So it is especially surprising that one of the first federal agencies to come under scrutiny from the incoming administration is one that has returned billions of dollars to many of the same consumers who were counting on leaders in Washington to look out for their wallets.

On Nov. 27, Elon Musk — who, along with Vivek Ramaswamy, has been tasked by President-Elect Trump with running a new Department of Government Efficiency — posted on his platform X that he wants to “Delete CFPB,” referring to the Consumer Financial Protection Bureau. The agency, Musk said, was part of a problem of “too many duplicative regulatory agencies” in Washington. But there are no other agencies in the federal government returning money to Americans’ bank accounts in the way the CFPB does.
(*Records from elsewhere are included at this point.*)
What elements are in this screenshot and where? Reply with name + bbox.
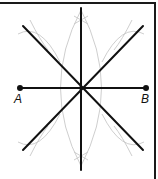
label-b: B	[141, 92, 149, 106]
construction-diagram	[0, 0, 158, 179]
center-point	[79, 86, 83, 90]
point-b	[143, 85, 149, 91]
label-a: A	[14, 92, 22, 106]
point-a	[17, 85, 23, 91]
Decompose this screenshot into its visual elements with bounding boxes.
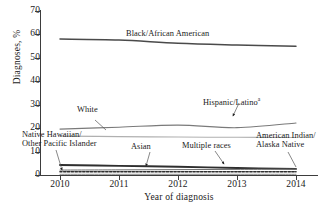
label-american-indian-alaska-native: American Indian/ Alaska Native bbox=[256, 131, 316, 149]
label-white: White bbox=[77, 105, 98, 114]
label-hispanic-latino-text: Hispanic/Latino bbox=[203, 98, 258, 107]
label-nhopi-line1: Native Hawaiian/ bbox=[22, 130, 97, 139]
series-line bbox=[60, 39, 296, 46]
leader-white bbox=[95, 120, 106, 130]
leader-multiple bbox=[215, 151, 224, 164]
leader-aian bbox=[288, 152, 296, 167]
label-hispanic-latino: Hispanic/Latinoa bbox=[203, 95, 260, 107]
label-aian-line1: American Indian/ bbox=[256, 131, 316, 140]
series-line bbox=[60, 123, 296, 129]
series-line bbox=[60, 165, 296, 169]
series-line bbox=[60, 169, 296, 170]
label-black-african-american: Black/African American bbox=[126, 29, 209, 38]
chart-container: Diagnoses, % 70 60 50 40 30 20 10 0 2010… bbox=[0, 0, 327, 208]
label-aian-line2: Alaska Native bbox=[256, 140, 316, 149]
label-nhopi-line2: Other Pacific Islander bbox=[22, 139, 97, 148]
label-asian: Asian bbox=[131, 142, 151, 151]
label-multiple-races: Multiple races bbox=[182, 141, 231, 150]
leader-asian bbox=[146, 152, 150, 166]
leader-nhopi bbox=[56, 150, 62, 170]
label-native-hawaiian-opi: Native Hawaiian/ Other Pacific Islander bbox=[22, 130, 97, 148]
footnote-marker-a: a bbox=[258, 96, 261, 102]
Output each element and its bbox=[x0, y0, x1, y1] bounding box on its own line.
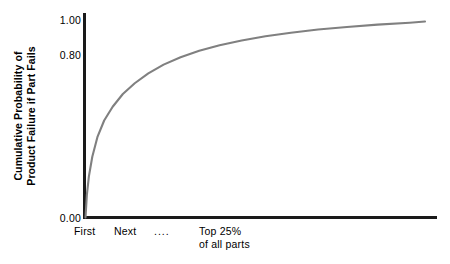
x-axis-tick-label-first: First bbox=[74, 225, 95, 238]
x-axis-tick-label-top-25-percent-line-1: Top 25% bbox=[199, 225, 241, 237]
x-axis-tick-label-ellipsis: .... bbox=[154, 225, 170, 238]
x-axis-tick-label-top-25-percent: Top 25% of all parts bbox=[199, 225, 250, 251]
x-axis-tick-label-top-25-percent-line-2: of all parts bbox=[199, 238, 250, 251]
cumulative-probability-curve bbox=[86, 22, 426, 218]
chart-figure: Cumulative Probability of Product Failur… bbox=[0, 0, 450, 264]
x-axis-tick-label-next: Next bbox=[114, 225, 136, 238]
Since its founding, the agency has returned more than $19 billion in cash to people who have been scammed by financial institutions, including predatory payday lenders and even some of the largest banks in the country. It has done so under Republican and Democratic presidents, including major actions against Wells Fargo and Equifax during President Trump’s first term in office, which, combined, returned $425 million to consumers. (Those actions both began under the Obama administration, but Trump’s CFPB directors oversaw the execution of those fines.)

The money recovered is made available to those who have been impacted by the institutions’ wrongdoing through the CFPB’s victims’ relief fund. To date, more than 200 million Americans have been eligible for payments from the fund. The agency has also cancelled many consumers’ debts altogether and reduced loan principles for many others.

In fact, just days after Musk posted his message on X, the CFPB announced that it was mailing refund checks to more than 4 million people who were scammed by so-called credit repair companies, including Lexington Law and CreditRepair.com, which illegally collected fees from consumers seeking relief for the effects of economic woes weighing down them and their families. The companies will pay $2.7 billion in consumer redress and civil penalties; $1.8 billion of that will go directly to those who lost money as a result of the scam.